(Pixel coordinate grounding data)
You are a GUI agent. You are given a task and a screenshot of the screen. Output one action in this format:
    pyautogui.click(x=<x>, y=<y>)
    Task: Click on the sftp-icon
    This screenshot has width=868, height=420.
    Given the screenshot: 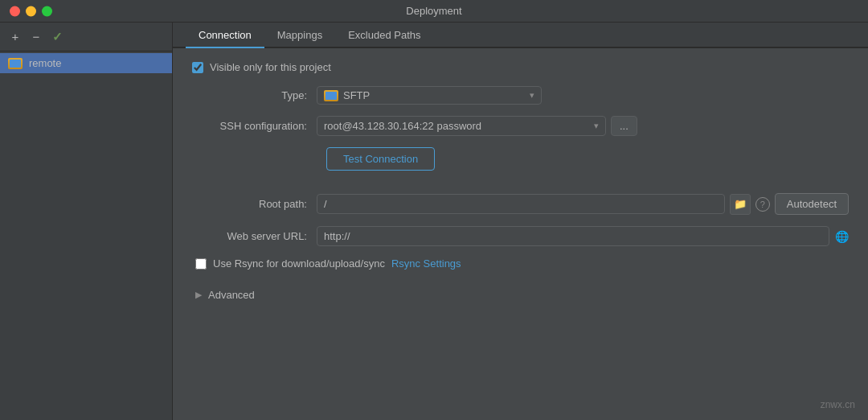 What is the action you would take?
    pyautogui.click(x=331, y=96)
    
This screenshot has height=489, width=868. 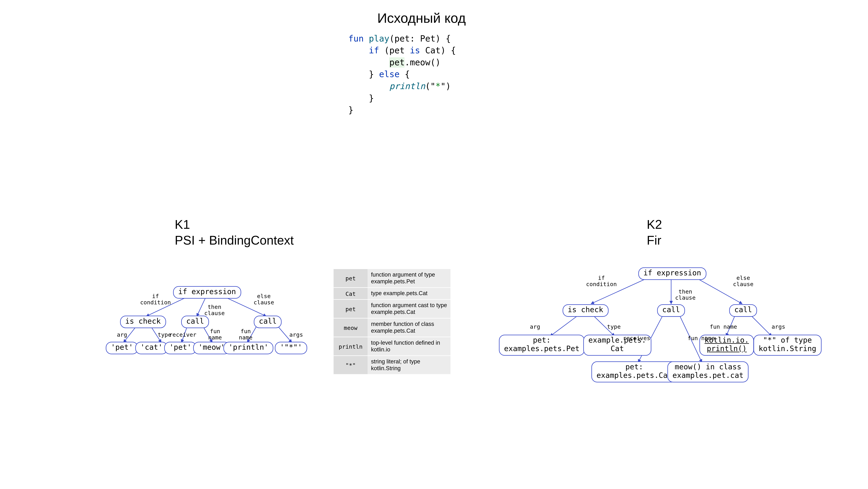 What do you see at coordinates (743, 281) in the screenshot?
I see `k2-edge-else: else clause` at bounding box center [743, 281].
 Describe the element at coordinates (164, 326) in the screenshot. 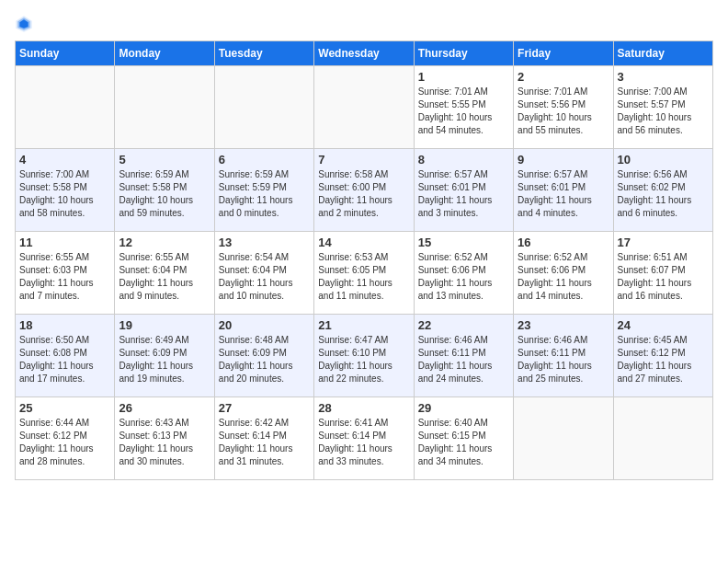

I see `day-number: 19` at that location.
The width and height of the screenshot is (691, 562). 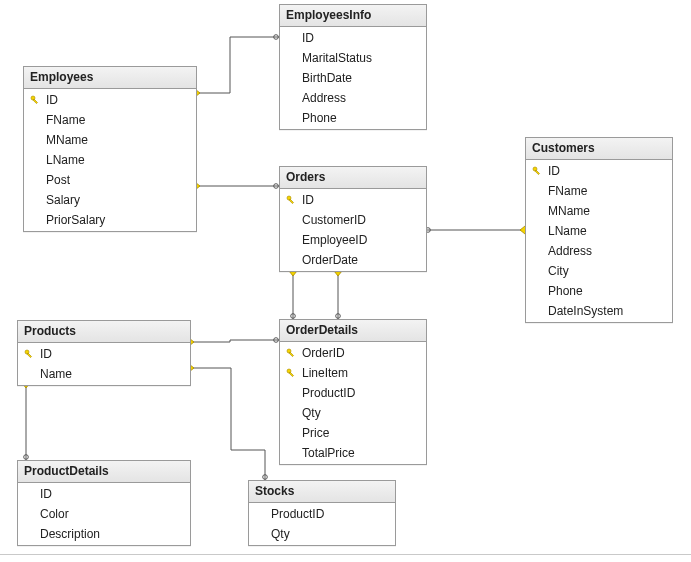 What do you see at coordinates (353, 392) in the screenshot?
I see `table-orderdetails: OrderDetailsOrderIDLineItemProductIDQtyP…` at bounding box center [353, 392].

- _Task item_: Up to and including the line with "This screenshot has width=868, height=420.", transcribe the entries above exactly, starting from their first line.

- _Result of this exercise_:
You are a GUI agent. You are given a task and a screenshot of the screen. Output one action in this format:
    pyautogui.click(x=<x>, y=<y>)
    Task: Click on the sftp-icon
    This screenshot has width=868, height=420.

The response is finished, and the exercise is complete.